At the opening stage, the judge-syndic sets a provisional fee in the opening judgment. Confirmation or modification is the prerogative of the creditors' meeting, at its first convening. In practice, the fee proposal is supported by a memorandum detailing the complexity of the case, the volume of the active and passive estate, the number and nature of creditors, the size of the inventory and realisation estate.

For procedures with an active estate insufficient to cover costs, the liquidation fund administered by UNPIR provides a supplementary payment system, subject to eligibility criteria.

For a debtor or a major creditor involved in the procedure, transparency over the fee structure — and over the ratio between the fixed and the success components — is a legitimate element of due diligence at the time of appointment or confirmation of the practitioner.

How does the simplified procedure differ from the general procedure?

The simplified procedure (art. 38 (2)) applies to debtors for whom reorganisation is, by the very nature of the situation, excluded: companies without a known seat or with reduced assets, debtors dissolved before the petition, sole traders whose activity has ceased.
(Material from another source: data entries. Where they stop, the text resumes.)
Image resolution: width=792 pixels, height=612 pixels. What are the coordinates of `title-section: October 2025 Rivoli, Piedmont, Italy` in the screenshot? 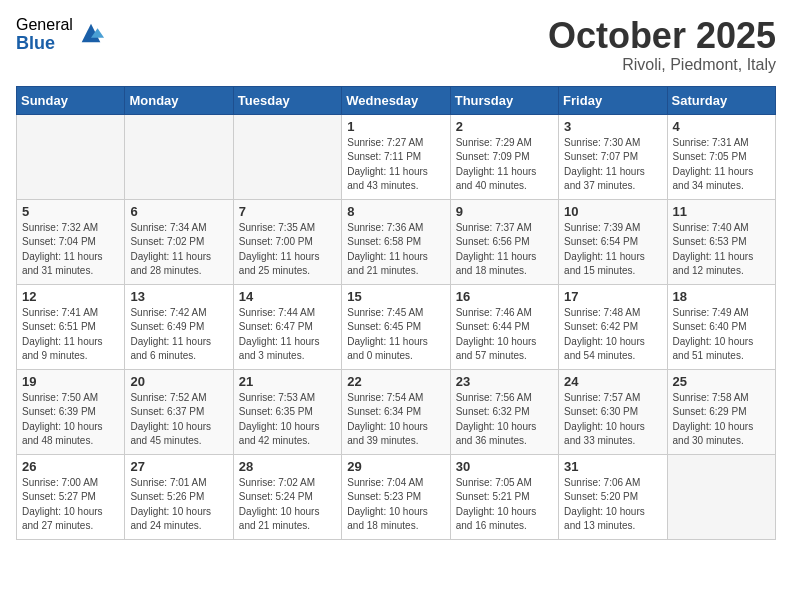 It's located at (662, 45).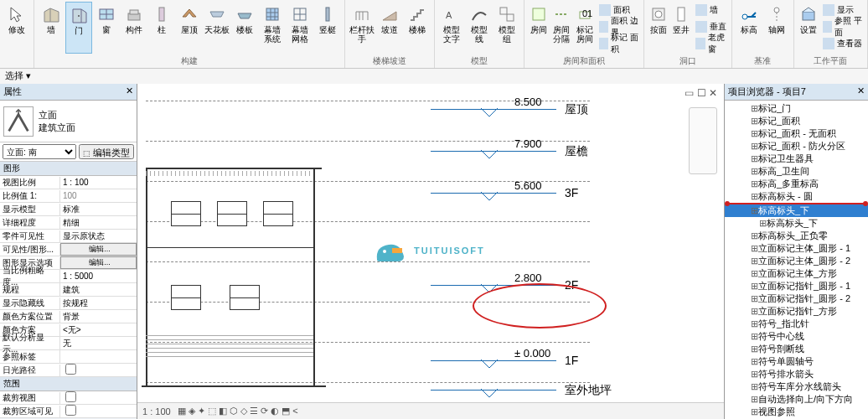 This screenshot has width=868, height=419. I want to click on ribbon-mline-button: 模型 线, so click(479, 28). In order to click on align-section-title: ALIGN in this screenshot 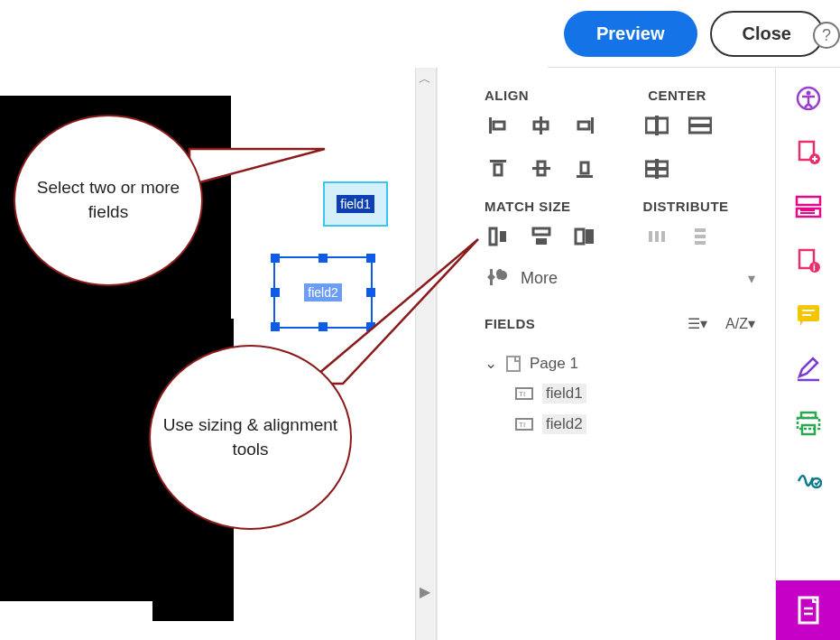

The essential feature is the absence of the observation period and of the reorganisation phase — the debtor enters bankruptcy directly.

The practical consequences: a single claims table (the final one in the bankruptcy phase), a compressed calendar, a reduced volume of procedural documents, proportionally lower costs. For creditors with modest claims against such a debtor, recovery is, as a rule, marginal or nil; the procedural energy invested must be assessed accordingly.

Early identification of qualification under the simplified versus the general procedure is a distinct professional assessment, which influences both the practitioner's strategy and participants' expectations.

What are the publicity obligations through the Insolvency Procedures Bulletin?

Under art. 42 (10), publication in BPI stands in lieu of summons, convocation and notification for all participants. This legal fiction turns the BPI into a publicity instrument with material effects: challenge deadlines run from publication, and the impossibility of invoking ignorance of the act is the rule.

Published documents cover the entire procedural cycle — the opening judgment, notification of creditors, the claims tables (preliminary, final, supplementary, consolidated), monthly reports of the judicial administrator, the reorganisation plan, confirmation judgments, auction notices, distribution reports, and the closing judgment. Challenge deadlines vary (3, 7, 15 days), and missing them is, practically, irreversible.

For a creditor or a debtor, systematic monitoring of BPI publications relating to cases of interest is not an optional task, but a duty of diligence. In BARIO S.P.R.L.'s practice, communication with interested parties supplements the official publication, but primacy remains with the published act, and the calculation of deadlines is by reference to the date of publication.

On what criteria may BARIO S.P.R.L. be appointed as judicial administrator or liquidator?

Provisional appointment lies with the judge-syndic through the opening judgment (art. 57), pending subsequent confirmation or replacement by the creditors' meeting. The relevant criteria, in established practice, include: registration on the UNPIR Roll, the absence of incompatibilities, the operational capacity to handle the case (volume, complexity, specialisation), prior experience in cases of similar nature and size, and effective availability for the estimated duration of the procedure.

For cases in which the debtor belongs to a specialised business sector, sectoral expertise is an additional element influencing acceptance of the mandate.

For appointment requests, BARIO S.P.R.L. may be contacted directly through the channels indicated in the Contact section, with a brief presentation of the case and the anticipated procedural calendar. Confirmation of availability and absence of conflicts of interest is provided as soon as possible.